Consequences of Non-Compliance
The penalties for 194J failures stack quickly:
- Section 201(1A) interest on late deduction: 1% per month from the date TDS was due to be deducted to the date it was actually deducted.
- Section 201(1A) interest on late deposit: 1.5% per month from the date of deduction to the date of actual deposit.
- Section 234E late filing fee: Rs. 200 per day of delay in filing Form 26Q, capped at the TDS amount for that return.
- Section 271C penalty: Amount equal to the TDS not deducted (i.e., 100% of the unpaid TDS).
- Section 40(a)(ia) disallowance: 30% of the gross payment disallowed as a business expense if TDS was not deducted and not remedied before the filing of the return.
- Prosecution under Section 276B: In cases of wilful default on deposit of deducted tax, imprisonment of three months to seven years plus fine.
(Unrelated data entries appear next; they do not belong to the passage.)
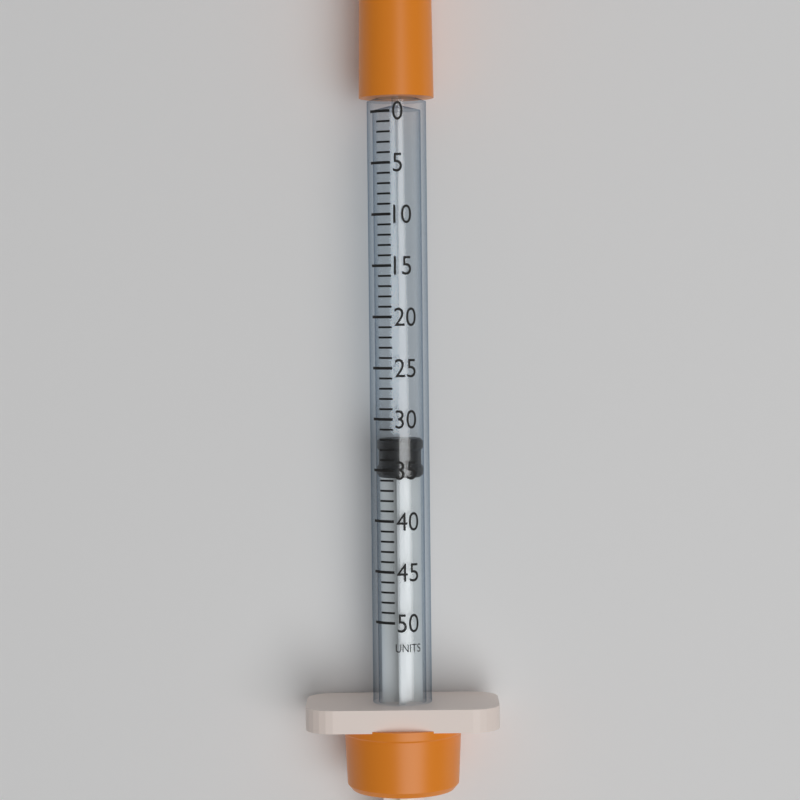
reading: 32 units
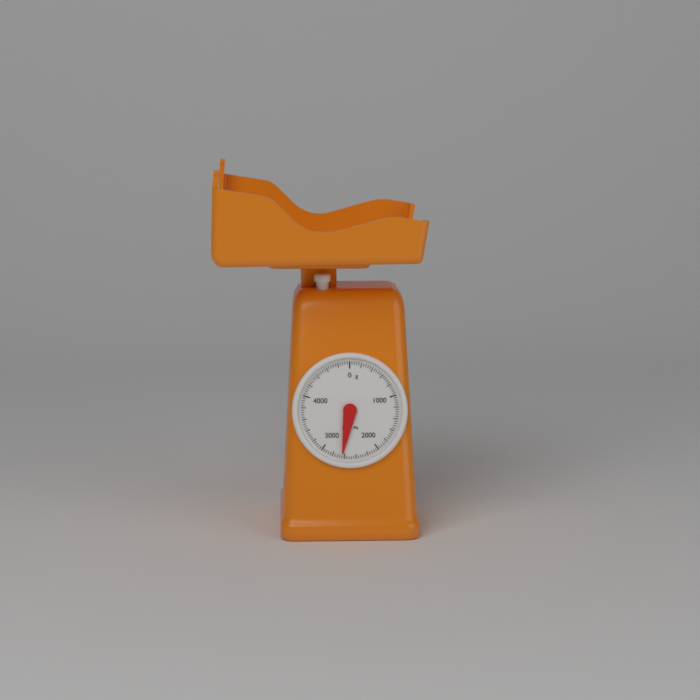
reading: 2640 g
The disallowance route hurts companies most during scrutiny assessments — a Rs. 15 lakh annual legal retainer generates Rs. 4.5 lakh of disallowance and Rs. 1.35 lakh of additional tax at the corporate rate, every year the default continues.
Key Takeaways
- Two rates, one decision point: Professional services attract 10%; technical services attract 2%. Classify at the purchase-order stage — not at payment time.
- Threshold is Rs. 30,000 per category per vendor per year — but director's remuneration has no threshold; deduct from the first rupee.
- No GST in the TDS base — provided GST is itemised separately on the invoice; reject lump-sum invoices.
- Deduct on the earlier of credit or payment — an accrued liability in your books is a trigger event even if cash hasn't moved.
- Deposit by the 7th of the following month (30 April for March deductions) and file Form 26Q by the quarterly due dates or face stacking interest, fees, and disallowance.
- A 30% disallowance on Rs. 10 lakh of professional fees costs Rs. 90,000+ in additional tax — more than the TDS itself. The economics of compliance always win over the economics of non-compliance.
- Build a rate-decision matrix into your vendor master: column for service type, column for applicable rate, flag for 197 certificate status. Quarterly, reconcile your TRACES dashboard against your AP ledger before filing 26Q.